References to Wikipedia articles are fairly common and
elsewhere, but I'm one of those people who wonder whether the Wikipedia
framework will evolve toward more rather than less useful information at
relatively advanced levels of mathematics. There are at the moment
approximately 23581 mathematics entries, which of course I haven't read
systematically. But my smaller sample has usually left me with some
doubts about balance, reliability, thoroughness of entries. Often the
coverage is spotty, while the references and links are erratic. Outright
falsehoods seem rare compared with skewed or outdated versions of what is
known. Obviously it takes considerable effort by individuals to make
Wikipedia entries complete, accurate, up-to-date. And will the site
itself be sustainable over decades to come?
Over the centuries print encyclopedias of all sizes and shapes have
existed, some more useful and reliable than others but all impossible
to update continuously. Advanced mathematics has benefited relatively
little from these volumes. Commercially published mathematical book series
called "encyclopedias" tend to be uneven at best. One series collects
monographs on special topics, of varying quality and coverage. So the
Internet might promise better things. But many general-reader Wikipedia entries such as biographical sketches are disappointing. Editing is
possible, but sometimes the site is the target of those wanting to rewrite history. (I've made only one foray into editing, to correct the
common misspelling of our family name in a biographical sketch of my
oldest brother's thesis advisor. But I could see other fuzzy parts of
that sketch that would be complicated to rewrite in detail.)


### INSTRUCTIONS FOR THE TASK
Your task is to reproduce exactly the lines from the line with "Find <b>human face</b>" through the end of the records below.

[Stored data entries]

+++++

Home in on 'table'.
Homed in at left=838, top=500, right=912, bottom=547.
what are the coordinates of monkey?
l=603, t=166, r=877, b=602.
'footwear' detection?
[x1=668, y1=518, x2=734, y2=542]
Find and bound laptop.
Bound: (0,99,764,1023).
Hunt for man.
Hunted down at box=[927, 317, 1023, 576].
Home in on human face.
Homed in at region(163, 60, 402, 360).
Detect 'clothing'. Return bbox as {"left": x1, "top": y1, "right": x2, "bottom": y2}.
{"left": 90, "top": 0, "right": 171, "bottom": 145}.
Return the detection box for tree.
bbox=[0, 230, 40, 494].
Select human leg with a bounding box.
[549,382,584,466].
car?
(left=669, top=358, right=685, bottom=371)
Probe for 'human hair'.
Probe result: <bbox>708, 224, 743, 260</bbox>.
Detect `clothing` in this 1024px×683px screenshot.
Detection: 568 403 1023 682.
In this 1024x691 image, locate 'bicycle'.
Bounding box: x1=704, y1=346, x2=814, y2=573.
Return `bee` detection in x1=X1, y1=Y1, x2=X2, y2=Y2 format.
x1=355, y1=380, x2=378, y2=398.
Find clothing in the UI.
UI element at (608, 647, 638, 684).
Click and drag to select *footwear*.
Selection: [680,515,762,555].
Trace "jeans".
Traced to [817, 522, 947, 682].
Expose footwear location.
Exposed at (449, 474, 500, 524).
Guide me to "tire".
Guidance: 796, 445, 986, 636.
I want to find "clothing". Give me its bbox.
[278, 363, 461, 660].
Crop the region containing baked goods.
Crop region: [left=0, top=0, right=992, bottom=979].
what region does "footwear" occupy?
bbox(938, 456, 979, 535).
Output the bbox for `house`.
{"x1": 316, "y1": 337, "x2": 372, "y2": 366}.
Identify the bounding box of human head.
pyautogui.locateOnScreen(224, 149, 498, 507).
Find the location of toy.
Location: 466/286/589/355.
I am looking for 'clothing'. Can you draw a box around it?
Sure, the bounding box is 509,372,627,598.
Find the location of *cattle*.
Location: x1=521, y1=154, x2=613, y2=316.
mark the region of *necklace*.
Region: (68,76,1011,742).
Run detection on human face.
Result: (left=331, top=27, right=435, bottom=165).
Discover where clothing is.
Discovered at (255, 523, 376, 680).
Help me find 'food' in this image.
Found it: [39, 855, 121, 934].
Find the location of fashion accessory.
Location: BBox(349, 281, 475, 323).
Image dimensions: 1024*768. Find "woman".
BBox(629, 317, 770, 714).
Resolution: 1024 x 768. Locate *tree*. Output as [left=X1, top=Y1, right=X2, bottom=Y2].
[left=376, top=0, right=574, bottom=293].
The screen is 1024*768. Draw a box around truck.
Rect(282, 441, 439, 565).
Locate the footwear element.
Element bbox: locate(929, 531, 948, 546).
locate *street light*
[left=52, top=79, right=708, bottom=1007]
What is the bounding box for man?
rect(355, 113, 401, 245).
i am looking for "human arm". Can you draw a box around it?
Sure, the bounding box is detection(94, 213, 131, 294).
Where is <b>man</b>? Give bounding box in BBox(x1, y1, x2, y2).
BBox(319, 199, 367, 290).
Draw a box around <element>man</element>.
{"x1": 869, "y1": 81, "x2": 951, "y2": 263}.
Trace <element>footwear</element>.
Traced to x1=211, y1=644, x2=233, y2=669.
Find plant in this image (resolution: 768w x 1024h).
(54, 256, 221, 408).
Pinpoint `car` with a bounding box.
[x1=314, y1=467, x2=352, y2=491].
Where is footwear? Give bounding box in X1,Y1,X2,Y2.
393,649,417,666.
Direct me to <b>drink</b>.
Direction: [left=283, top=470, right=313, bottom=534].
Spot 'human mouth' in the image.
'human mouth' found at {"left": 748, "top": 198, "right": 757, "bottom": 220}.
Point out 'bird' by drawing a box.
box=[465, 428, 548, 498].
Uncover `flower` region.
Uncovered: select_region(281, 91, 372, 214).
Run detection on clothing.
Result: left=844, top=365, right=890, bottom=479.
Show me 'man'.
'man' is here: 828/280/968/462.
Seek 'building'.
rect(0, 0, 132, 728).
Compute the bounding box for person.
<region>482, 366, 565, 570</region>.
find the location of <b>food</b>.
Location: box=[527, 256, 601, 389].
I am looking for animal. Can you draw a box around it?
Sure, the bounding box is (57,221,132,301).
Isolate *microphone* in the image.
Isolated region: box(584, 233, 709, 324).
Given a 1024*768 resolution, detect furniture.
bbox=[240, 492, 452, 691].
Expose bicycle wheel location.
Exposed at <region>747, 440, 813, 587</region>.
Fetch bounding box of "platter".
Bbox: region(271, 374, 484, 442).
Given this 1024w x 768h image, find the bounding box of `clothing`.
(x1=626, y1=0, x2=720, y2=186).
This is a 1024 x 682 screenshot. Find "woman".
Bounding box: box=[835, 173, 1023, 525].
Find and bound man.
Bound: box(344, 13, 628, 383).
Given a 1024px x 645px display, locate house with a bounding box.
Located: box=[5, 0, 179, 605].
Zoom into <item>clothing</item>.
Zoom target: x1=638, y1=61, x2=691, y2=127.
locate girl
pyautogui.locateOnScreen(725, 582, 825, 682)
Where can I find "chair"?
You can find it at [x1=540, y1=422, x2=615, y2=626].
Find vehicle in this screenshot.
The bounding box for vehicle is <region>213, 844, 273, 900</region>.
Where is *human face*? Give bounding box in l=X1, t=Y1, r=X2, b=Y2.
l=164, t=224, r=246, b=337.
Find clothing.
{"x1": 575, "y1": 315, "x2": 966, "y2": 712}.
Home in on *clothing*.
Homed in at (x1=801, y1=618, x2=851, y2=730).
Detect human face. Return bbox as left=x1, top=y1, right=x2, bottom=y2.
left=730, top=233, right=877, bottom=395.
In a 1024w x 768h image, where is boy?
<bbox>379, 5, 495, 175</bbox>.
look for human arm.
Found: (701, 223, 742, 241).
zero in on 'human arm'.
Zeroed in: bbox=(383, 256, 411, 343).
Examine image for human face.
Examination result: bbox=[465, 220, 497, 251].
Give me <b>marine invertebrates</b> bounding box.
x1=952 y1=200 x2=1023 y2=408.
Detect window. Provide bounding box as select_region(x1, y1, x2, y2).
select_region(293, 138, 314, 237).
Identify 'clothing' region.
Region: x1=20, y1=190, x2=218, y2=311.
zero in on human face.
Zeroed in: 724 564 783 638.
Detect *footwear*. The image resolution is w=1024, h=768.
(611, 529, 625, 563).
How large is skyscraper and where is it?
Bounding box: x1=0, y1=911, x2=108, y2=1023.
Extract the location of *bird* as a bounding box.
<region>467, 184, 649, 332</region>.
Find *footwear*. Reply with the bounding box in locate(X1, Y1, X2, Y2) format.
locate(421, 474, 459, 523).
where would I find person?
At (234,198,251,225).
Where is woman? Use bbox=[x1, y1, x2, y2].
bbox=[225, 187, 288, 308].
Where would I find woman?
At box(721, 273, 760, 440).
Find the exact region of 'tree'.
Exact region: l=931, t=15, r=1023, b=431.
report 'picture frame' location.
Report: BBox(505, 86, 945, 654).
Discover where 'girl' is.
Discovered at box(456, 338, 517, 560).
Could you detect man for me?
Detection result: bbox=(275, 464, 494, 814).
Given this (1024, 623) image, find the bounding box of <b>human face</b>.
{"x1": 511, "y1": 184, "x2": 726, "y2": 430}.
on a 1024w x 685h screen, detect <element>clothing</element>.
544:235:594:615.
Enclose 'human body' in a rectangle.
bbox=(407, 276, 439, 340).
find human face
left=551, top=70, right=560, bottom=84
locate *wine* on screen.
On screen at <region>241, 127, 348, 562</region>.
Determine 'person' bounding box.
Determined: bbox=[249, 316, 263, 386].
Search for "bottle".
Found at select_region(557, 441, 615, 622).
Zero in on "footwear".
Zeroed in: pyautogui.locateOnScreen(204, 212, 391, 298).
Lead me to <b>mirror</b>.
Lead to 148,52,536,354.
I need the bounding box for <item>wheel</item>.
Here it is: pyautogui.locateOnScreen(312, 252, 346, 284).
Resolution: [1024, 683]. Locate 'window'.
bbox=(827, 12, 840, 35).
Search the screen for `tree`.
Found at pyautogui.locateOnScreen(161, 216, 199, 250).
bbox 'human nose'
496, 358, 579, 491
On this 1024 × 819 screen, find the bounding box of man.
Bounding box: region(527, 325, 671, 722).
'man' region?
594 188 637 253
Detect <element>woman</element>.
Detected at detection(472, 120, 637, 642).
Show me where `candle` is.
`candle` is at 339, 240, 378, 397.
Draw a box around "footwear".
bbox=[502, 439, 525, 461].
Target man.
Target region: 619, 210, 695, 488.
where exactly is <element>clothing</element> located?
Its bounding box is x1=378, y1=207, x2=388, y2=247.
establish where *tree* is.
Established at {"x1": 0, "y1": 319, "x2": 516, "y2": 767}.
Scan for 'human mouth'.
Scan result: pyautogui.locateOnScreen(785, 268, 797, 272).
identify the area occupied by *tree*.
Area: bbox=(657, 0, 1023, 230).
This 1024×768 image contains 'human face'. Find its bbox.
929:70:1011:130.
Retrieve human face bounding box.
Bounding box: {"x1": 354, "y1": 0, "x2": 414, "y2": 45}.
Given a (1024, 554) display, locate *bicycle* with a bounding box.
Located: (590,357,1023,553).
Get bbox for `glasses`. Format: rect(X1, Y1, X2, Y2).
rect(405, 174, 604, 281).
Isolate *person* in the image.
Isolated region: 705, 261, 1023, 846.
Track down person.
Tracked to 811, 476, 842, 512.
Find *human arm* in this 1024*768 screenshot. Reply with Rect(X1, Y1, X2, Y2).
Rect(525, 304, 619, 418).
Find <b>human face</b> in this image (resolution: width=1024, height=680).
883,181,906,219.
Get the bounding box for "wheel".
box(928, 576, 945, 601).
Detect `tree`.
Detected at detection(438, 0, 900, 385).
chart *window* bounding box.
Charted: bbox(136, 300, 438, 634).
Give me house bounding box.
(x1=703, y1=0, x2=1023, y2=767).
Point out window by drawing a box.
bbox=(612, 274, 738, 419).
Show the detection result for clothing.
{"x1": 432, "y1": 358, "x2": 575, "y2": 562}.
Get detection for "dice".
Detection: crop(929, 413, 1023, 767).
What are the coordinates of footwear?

+++++

### RESULT
Find <b>human face</b> in this image (resolution: width=1024, height=680).
883,181,906,219.
Get the bounding box for "wheel".
box(928, 576, 945, 601).
Detect `tree`.
Detected at detection(438, 0, 900, 385).
chart *window* bounding box.
Charted: bbox(136, 300, 438, 634).
Give me house bounding box.
(x1=703, y1=0, x2=1023, y2=767).
Point out window by drawing a box.
bbox=(612, 274, 738, 419).
Show the detection result for clothing.
{"x1": 432, "y1": 358, "x2": 575, "y2": 562}.
Get detection for "dice".
Detection: crop(929, 413, 1023, 767).
What are the coordinates of footwear?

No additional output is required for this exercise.